Commentary
Alabama’s sports information staff, Hopf took it upon herself to start referring to the women’s basketball team as the Crimson Tide rather than the Lady Tide, receiving plenty of hate mail from fans who were offended a women’s team would dare stake claim to the football program’s storied nickname.
Baylor coach Kim Mulkey has long defended her program’s distinctive nickname, which certainly hasn’t been a drag on the team’s success. The Lady Bears have won three national titles over the past eight seasons and are positioned to make a run for another championship.
Mulkey said any opposition to the school’s nickname is largely a cultural issue. She grew up in Louisiana and played at Louisiana Tech, one of the early powerhouses in women’s college basketball. The school carved out an identity separate from the men’s teams (known as the Bulldogs) by adopting the nickname Lady Techsters (which remains to this day).
“We’re from the South,” Mulkey told USA Today in 2012. “And ‘Lady’ is not offensive to anybody who lives in our area of the country.”
Jason Cook, who is Baylor’s vice president of marketing, said there has been no sentiment within the administration or from the fan base to even consider dropping “Lady” from the moniker.
“The Lady Bears simply represents the longstanding tradition of excellence by our women’s basketball team,” Cook said in a telephone interview Friday.
The issue stirred up plenty of debate a few years ago when Tennessee, long one of the nation’s top women’s teams under the late Pat Summitt, moved to scrap the Lady Volunteers nickname and a brand that even included a separate logo for the hugely successful program.
Facing furious opposition that stretched all the way to the state legislature, John Currie backed off the idea after taking over as athletic director in 2017. He decreed that all female teams, not just the basketball program, could use the Lady Vols nickname again if they wanted — and all quickly jumped back on board.
It was easily the most popular move Currie made during his brief, divisive tenure in Knoxville.
“That’s their name, that’s their brand,” Mollie DeLozier, a Tennessee alumna who helped lead the fight to restore the Lady Vols nickname, said Friday. “The fact that it uses the word ‘Lady’ in it, I don’t know why that should matter. That’s how they are known. That’s how they made their reputation. Why would you do away with something that has done nothing but bring accolades to the university and the state?”
DeLozier said she could understand the opposition to female-oriented nicknames at schools that treat women as second-rate athletes. But, she said, that’s never been the case at Tennessee.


- **Task details**: All records below should be repeated exactly, with the pictures left out.

(Items listed in a dataset)
• • •
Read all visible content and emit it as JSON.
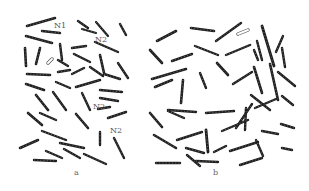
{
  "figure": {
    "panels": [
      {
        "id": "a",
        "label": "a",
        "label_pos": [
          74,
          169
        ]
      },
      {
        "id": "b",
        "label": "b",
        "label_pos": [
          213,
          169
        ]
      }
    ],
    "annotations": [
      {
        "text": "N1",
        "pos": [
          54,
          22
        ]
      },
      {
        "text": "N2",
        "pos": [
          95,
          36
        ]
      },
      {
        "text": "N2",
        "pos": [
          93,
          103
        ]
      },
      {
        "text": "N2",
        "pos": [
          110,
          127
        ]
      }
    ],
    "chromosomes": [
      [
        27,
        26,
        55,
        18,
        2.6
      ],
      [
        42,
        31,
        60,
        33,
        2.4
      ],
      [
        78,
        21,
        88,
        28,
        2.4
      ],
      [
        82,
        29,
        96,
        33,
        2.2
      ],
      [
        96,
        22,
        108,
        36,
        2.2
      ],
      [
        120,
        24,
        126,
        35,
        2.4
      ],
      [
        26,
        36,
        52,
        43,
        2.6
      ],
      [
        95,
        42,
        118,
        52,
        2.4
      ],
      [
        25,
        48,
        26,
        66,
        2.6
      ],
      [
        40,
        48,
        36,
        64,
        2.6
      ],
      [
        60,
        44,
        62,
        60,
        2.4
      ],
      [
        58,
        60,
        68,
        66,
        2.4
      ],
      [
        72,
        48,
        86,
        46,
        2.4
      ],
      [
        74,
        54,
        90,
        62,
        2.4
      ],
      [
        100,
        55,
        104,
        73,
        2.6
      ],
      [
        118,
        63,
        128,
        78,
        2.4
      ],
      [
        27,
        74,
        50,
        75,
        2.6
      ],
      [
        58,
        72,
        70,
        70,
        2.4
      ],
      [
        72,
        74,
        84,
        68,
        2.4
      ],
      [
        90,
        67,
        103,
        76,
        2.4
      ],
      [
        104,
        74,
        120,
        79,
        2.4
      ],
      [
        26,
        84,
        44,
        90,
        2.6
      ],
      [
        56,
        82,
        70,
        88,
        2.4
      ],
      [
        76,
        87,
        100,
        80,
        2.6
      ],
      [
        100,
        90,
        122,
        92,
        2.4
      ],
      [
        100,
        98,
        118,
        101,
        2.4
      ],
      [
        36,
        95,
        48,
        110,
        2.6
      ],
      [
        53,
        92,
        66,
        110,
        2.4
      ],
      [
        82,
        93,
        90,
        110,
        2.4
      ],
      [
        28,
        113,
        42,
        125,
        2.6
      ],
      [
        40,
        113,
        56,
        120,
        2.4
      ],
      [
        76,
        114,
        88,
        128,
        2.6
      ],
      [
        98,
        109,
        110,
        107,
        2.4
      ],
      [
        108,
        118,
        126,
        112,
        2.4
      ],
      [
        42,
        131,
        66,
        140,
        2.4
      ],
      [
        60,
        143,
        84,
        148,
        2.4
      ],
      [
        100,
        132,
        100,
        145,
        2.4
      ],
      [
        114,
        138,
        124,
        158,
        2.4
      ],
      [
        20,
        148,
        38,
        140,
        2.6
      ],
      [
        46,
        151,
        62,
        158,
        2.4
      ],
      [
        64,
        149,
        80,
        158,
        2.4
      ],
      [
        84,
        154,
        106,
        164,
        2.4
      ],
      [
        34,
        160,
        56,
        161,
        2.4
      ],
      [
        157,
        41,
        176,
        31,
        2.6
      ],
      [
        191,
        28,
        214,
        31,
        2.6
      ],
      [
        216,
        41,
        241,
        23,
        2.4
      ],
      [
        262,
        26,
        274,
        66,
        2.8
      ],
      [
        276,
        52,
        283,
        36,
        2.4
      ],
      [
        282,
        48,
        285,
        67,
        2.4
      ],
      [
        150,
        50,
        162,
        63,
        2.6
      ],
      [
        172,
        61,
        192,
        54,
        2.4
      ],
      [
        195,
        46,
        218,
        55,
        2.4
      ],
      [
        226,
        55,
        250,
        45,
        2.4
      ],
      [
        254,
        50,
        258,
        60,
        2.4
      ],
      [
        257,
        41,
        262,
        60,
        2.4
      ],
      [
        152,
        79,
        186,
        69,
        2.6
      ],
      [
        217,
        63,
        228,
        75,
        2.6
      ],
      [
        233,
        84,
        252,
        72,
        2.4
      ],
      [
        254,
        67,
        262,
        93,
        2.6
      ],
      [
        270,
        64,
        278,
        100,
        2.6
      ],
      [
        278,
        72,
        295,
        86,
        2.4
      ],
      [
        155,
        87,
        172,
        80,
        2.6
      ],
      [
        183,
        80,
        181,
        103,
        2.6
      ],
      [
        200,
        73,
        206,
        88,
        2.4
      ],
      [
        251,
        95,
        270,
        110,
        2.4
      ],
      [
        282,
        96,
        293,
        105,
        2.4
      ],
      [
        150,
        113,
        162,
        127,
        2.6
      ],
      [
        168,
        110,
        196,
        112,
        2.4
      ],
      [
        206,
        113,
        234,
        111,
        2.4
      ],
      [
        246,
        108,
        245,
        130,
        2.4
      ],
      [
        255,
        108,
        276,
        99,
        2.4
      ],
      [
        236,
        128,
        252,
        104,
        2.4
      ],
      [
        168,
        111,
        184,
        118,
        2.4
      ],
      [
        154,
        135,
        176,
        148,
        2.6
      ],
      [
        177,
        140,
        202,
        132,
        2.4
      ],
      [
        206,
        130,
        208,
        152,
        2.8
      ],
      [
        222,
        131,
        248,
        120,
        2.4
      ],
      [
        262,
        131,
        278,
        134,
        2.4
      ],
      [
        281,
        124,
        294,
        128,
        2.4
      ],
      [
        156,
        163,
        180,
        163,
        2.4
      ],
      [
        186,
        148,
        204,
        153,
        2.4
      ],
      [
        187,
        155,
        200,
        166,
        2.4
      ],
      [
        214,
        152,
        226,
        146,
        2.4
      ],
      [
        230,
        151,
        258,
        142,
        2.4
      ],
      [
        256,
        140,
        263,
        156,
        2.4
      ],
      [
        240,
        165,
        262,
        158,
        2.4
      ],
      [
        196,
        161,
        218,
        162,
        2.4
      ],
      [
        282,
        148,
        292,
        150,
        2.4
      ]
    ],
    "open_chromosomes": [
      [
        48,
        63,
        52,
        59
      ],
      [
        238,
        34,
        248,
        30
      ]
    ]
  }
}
• • •
- **Response**:
Read all visible content and emit it as JSON.
{
  "figure": {
    "panels": [
      {
        "id": "a",
        "label": "a",
        "label_pos": [
          74,
          169
        ]
      },
      {
        "id": "b",
        "label": "b",
        "label_pos": [
          213,
          169
        ]
      }
    ],
    "annotations": [
      {
        "text": "N1",
        "pos": [
          54,
          22
        ]
      },
      {
        "text": "N2",
        "pos": [
          95,
          36
        ]
      },
      {
        "text": "N2",
        "pos": [
          93,
          103
        ]
      },
      {
        "text": "N2",
        "pos": [
          110,
          127
        ]
      }
    ],
    "chromosomes": [
      [
        27,
        26,
        55,
        18,
        2.6
      ],
      [
        42,
        31,
        60,
        33,
        2.4
      ],
      [
        78,
        21,
        88,
        28,
        2.4
      ],
      [
        82,
        29,
        96,
        33,
        2.2
      ],
      [
        96,
        22,
        108,
        36,
        2.2
      ],
      [
        120,
        24,
        126,
        35,
        2.4
      ],
      [
        26,
        36,
        52,
        43,
        2.6
      ],
      [
        95,
        42,
        118,
        52,
        2.4
      ],
      [
        25,
        48,
        26,
        66,
        2.6
      ],
      [
        40,
        48,
        36,
        64,
        2.6
      ],
      [
        60,
        44,
        62,
        60,
        2.4
      ],
      [
        58,
        60,
        68,
        66,
        2.4
      ],
      [
        72,
        48,
        86,
        46,
        2.4
      ],
      [
        74,
        54,
        90,
        62,
        2.4
      ],
      [
        100,
        55,
        104,
        73,
        2.6
      ],
      [
        118,
        63,
        128,
        78,
        2.4
      ],
      [
        27,
        74,
        50,
        75,
        2.6
      ],
      [
        58,
        72,
        70,
        70,
        2.4
      ],
      [
        72,
        74,
        84,
        68,
        2.4
      ],
      [
        90,
        67,
        103,
        76,
        2.4
      ],
      [
        104,
        74,
        120,
        79,
        2.4
      ],
      [
        26,
        84,
        44,
        90,
        2.6
      ],
      [
        56,
        82,
        70,
        88,
        2.4
      ],
      [
        76,
        87,
        100,
        80,
        2.6
      ],
      [
        100,
        90,
        122,
        92,
        2.4
      ],
      [
        100,
        98,
        118,
        101,
        2.4
      ],
      [
        36,
        95,
        48,
        110,
        2.6
      ],
      [
        53,
        92,
        66,
        110,
        2.4
      ],
      [
        82,
        93,
        90,
        110,
        2.4
      ],
      [
        28,
        113,
        42,
        125,
        2.6
      ],
      [
        40,
        113,
        56,
        120,
        2.4
      ],
      [
        76,
        114,
        88,
        128,
        2.6
      ],
      [
        98,
        109,
        110,
        107,
        2.4
      ],
      [
        108,
        118,
        126,
        112,
        2.4
      ],
      [
        42,
        131,
        66,
        140,
        2.4
      ],
      [
        60,
        143,
        84,
        148,
        2.4
      ],
      [
        100,
        132,
        100,
        145,
        2.4
      ],
      [
        114,
        138,
        124,
        158,
        2.4
      ],
      [
        20,
        148,
        38,
        140,
        2.6
      ],
      [
        46,
        151,
        62,
        158,
        2.4
      ],
      [
        64,
        149,
        80,
        158,
        2.4
      ],
      [
        84,
        154,
        106,
        164,
        2.4
      ],
      [
        34,
        160,
        56,
        161,
        2.4
      ],
      [
        157,
        41,
        176,
        31,
        2.6
      ],
      [
        191,
        28,
        214,
        31,
        2.6
      ],
      [
        216,
        41,
        241,
        23,
        2.4
      ],
      [
        262,
        26,
        274,
        66,
        2.8
      ],
      [
        276,
        52,
        283,
        36,
        2.4
      ],
      [
        282,
        48,
        285,
        67,
        2.4
      ],
      [
        150,
        50,
        162,
        63,
        2.6
      ],
      [
        172,
        61,
        192,
        54,
        2.4
      ],
      [
        195,
        46,
        218,
        55,
        2.4
      ],
      [
        226,
        55,
        250,
        45,
        2.4
      ],
      [
        254,
        50,
        258,
        60,
        2.4
      ],
      [
        257,
        41,
        262,
        60,
        2.4
      ],
      [
        152,
        79,
        186,
        69,
        2.6
      ],
      [
        217,
        63,
        228,
        75,
        2.6
      ],
      [
        233,
        84,
        252,
        72,
        2.4
      ],
      [
        254,
        67,
        262,
        93,
        2.6
      ],
      [
        270,
        64,
        278,
        100,
        2.6
      ],
      [
        278,
        72,
        295,
        86,
        2.4
      ],
      [
        155,
        87,
        172,
        80,
        2.6
      ],
      [
        183,
        80,
        181,
        103,
        2.6
      ],
      [
        200,
        73,
        206,
        88,
        2.4
      ],
      [
        251,
        95,
        270,
        110,
        2.4
      ],
      [
        282,
        96,
        293,
        105,
        2.4
      ],
      [
        150,
        113,
        162,
        127,
        2.6
      ],
      [
        168,
        110,
        196,
        112,
        2.4
      ],
      [
        206,
        113,
        234,
        111,
        2.4
      ],
      [
        246,
        108,
        245,
        130,
        2.4
      ],
      [
        255,
        108,
        276,
        99,
        2.4
      ],
      [
        236,
        128,
        252,
        104,
        2.4
      ],
      [
        168,
        111,
        184,
        118,
        2.4
      ],
      [
        154,
        135,
        176,
        148,
        2.6
      ],
      [
        177,
        140,
        202,
        132,
        2.4
      ],
      [
        206,
        130,
        208,
        152,
        2.8
      ],
      [
        222,
        131,
        248,
        120,
        2.4
      ],
      [
        262,
        131,
        278,
        134,
        2.4
      ],
      [
        281,
        124,
        294,
        128,
        2.4
      ],
      [
        156,
        163,
        180,
        163,
        2.4
      ],
      [
        186,
        148,
        204,
        153,
        2.4
      ],
      [
        187,
        155,
        200,
        166,
        2.4
      ],
      [
        214,
        152,
        226,
        146,
        2.4
      ],
      [
        230,
        151,
        258,
        142,
        2.4
      ],
      [
        256,
        140,
        263,
        156,
        2.4
      ],
      [
        240,
        165,
        262,
        158,
        2.4
      ],
      [
        196,
        161,
        218,
        162,
        2.4
      ],
      [
        282,
        148,
        292,
        150,
        2.4
      ]
    ],
    "open_chromosomes": [
      [
        48,
        63,
        52,
        59
      ],
      [
        238,
        34,
        248,
        30
      ]
    ]
  }
}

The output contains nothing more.